Monty: Daily builds are a problem because sometimes in development, somebody puts in code that we haven't fully tested. We only notice this during the build. That means that from day to day you have something that's broken. I like the method that we had before - we started differentiation of the code, where we do a monthly build. Anybody can access source code. You can still do it today.
But then we have snapshots when the tree happens to be green - which basically means that we don't know of any bugs. Then we also do a recommended monthly build that people can download. And the same build is recommended for community and customers. That's the way I would like to have it, and as far as I understand, that's also how Sun would like to have it.

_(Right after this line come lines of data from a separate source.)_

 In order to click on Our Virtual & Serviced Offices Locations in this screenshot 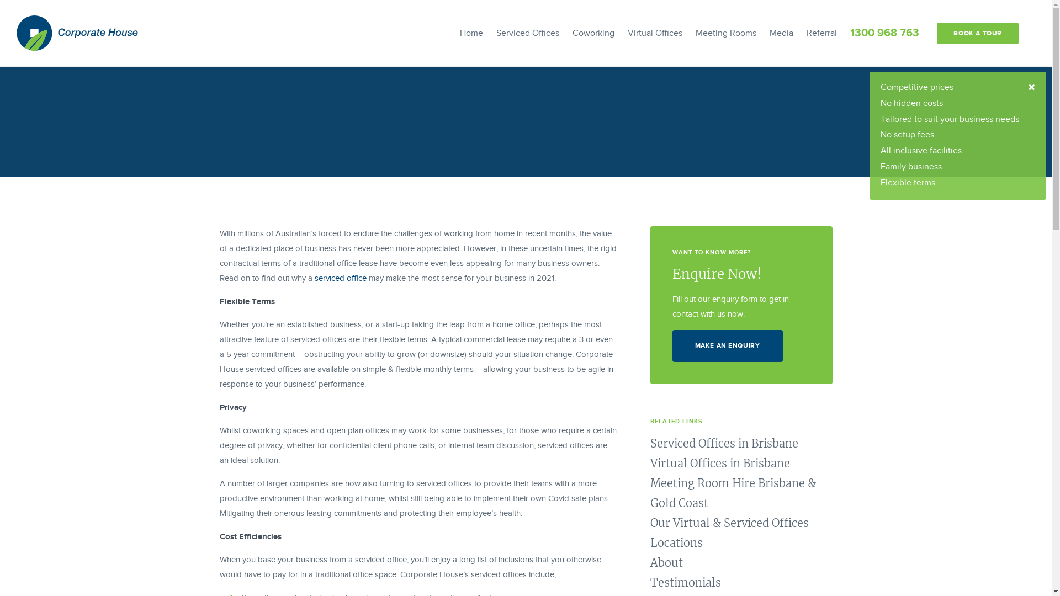, I will do `click(730, 533)`.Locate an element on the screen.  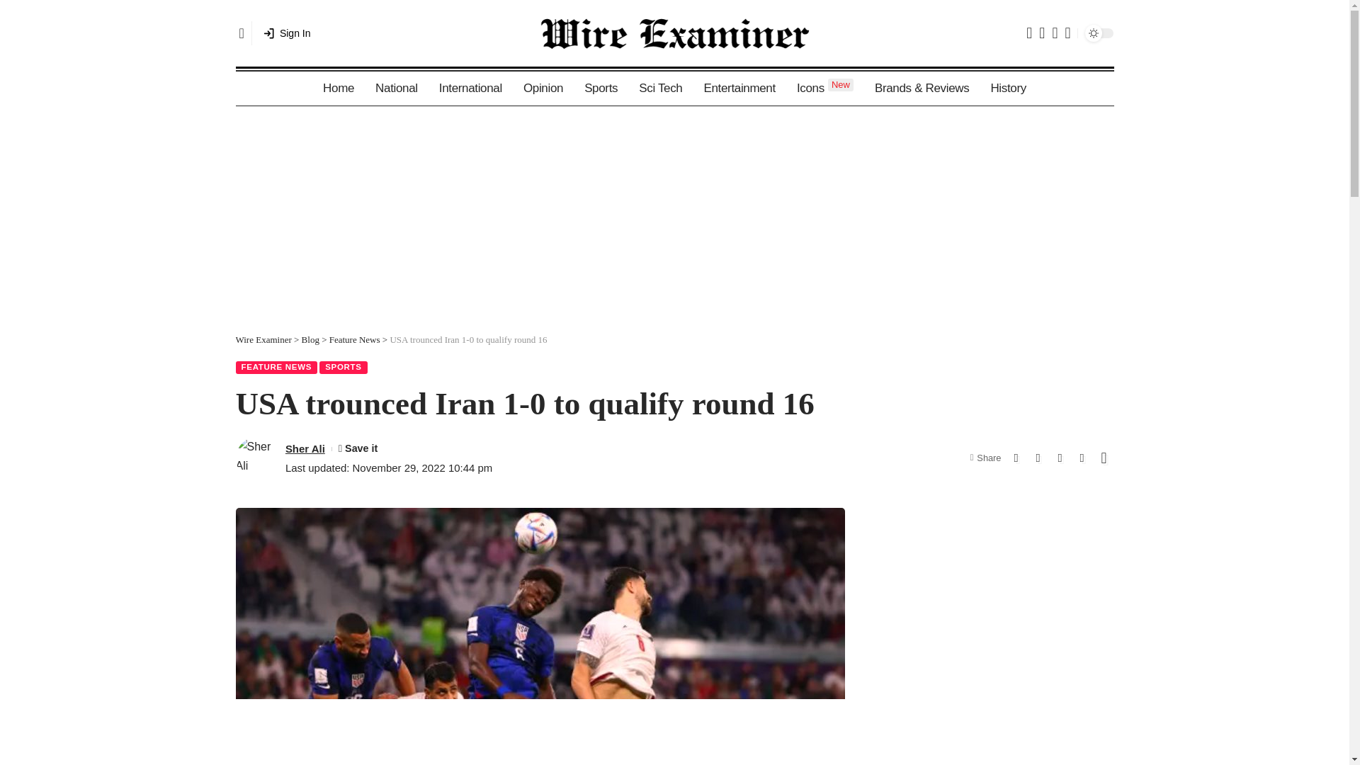
International is located at coordinates (824, 89).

iTWire: You feel there has been an improvement after MySQL was bought by Sun.
Monty: Yes, I'm really happy about us getting bought, especially by Sun. Many of the things that I feel have gone wrong with MySQL over the last four years, Sun has the notion that what we did before was much better than what we do today. And I have seen clear indications that they want to change - to do things properly again. If you do that, then we can have a chance to get back to being active in the community.